Aziz Hazara Takes $100,000 Future Generation Art Prize for Video About Afghan Resilience
Aziz Hazara, a young artist based in Berlin and Kabul, Afghanistan, is this year’s winner of the Future Generation Art Prize, one of the biggest awards for emerging artists with a take-home prize of $100,000.
The jury also awarded three additional prizes, each with a $20,000 purse, to Agata Ingarden, Mire Lee, and Pedro Neves Marques. Works by these artists and Hazara are currently on view in a show of the shortlisted nominees at the PinchukArtCentre, a private museum in Kyiv founded by collector Victor Pinchuk.
The Future Generation Art Prize is closely watched because it tends to be predictive of young talent on the verge of a breakthrough. It is awarded to artists who are younger than 35, and since the prize was first given out in 2010 has been given to figures like Lynette Yiadom-Boakye, Cinthia Marcelle, Dineo Seshee Bopape, and Carlos Motta—all of whom have since achieved greater success in the international circuit.
Hazara won for his video installation Bow Echo (2019), which was featured in the 2020 edition of the Biennale of Sydney. In the five-screen work, young boys are shown ascending treacherous mountaintops, where they blow plastic bugles amid windy conditions. Hazara has said the work is a response to the resistance of the local community within Kabul, where he was born and which has been war-torn since U.S. military intervention began in 2001.
“Touching on cinema, performance, and sound, Bow Echo offers a striking time-based monument to resilience and hope for a geography that has, for many generations, remained under the pressure of various forms of failed governance,” the jury said in a statement. “At the same time, the piece shows how artists continue to imagine complex independent ways of existence even amidst conflicts that seem never-ending.”
The winners of the other three prizes have also been the subject of recent showcases. Ingarden makes surreal sculptures with industrial materials; some can currently be seen in the Art Encounters Contemporary Art Biennial in Timisoara, Romania. Lee creates strange, unsettling sculptures resembling bodies and organs that are currently the subject of a two-person show with H. R. Giger at the Schinkel Pavillon in Berlin. Marques recently showed his films about ecology and bodily autonomy in the Liverpool Biennial and the Gwangju Biennale, as well as in solo shows in Spain and Portugal.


▶ TASK ITEM
Repeat exactly every line that comes at or after the line containing "Localize all elements.", through the end of the entries below.

▶ DATA FOR ANALYSIS
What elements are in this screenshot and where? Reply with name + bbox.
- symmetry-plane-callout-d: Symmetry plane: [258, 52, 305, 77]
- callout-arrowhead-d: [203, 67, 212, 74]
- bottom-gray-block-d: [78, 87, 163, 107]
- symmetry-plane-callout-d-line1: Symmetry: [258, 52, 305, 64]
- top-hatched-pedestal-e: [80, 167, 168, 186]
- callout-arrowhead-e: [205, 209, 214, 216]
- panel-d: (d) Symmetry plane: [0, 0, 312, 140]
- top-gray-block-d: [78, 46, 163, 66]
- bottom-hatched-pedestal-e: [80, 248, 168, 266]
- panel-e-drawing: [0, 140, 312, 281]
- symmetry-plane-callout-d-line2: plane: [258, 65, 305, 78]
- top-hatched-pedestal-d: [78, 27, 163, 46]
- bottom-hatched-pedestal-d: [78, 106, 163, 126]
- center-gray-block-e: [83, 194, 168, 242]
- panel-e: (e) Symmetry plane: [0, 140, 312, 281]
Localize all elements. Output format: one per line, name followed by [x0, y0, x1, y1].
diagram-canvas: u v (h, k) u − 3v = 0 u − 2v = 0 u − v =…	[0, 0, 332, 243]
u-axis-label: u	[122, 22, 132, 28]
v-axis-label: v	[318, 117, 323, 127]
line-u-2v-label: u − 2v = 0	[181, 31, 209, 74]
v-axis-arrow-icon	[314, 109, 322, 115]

▶ EXERCISE RESULT
Localize all elements. Output format: one per line, name followed by [x0, y0, x1, y1].
diagram-canvas: u v (h, k) u − 3v = 0 u − 2v = 0 u − v =…	[0, 0, 332, 243]
u-axis-label: u	[122, 22, 132, 28]
v-axis-label: v	[318, 117, 323, 127]
line-u-2v-label: u − 2v = 0	[181, 31, 209, 74]
v-axis-arrow-icon	[314, 109, 322, 115]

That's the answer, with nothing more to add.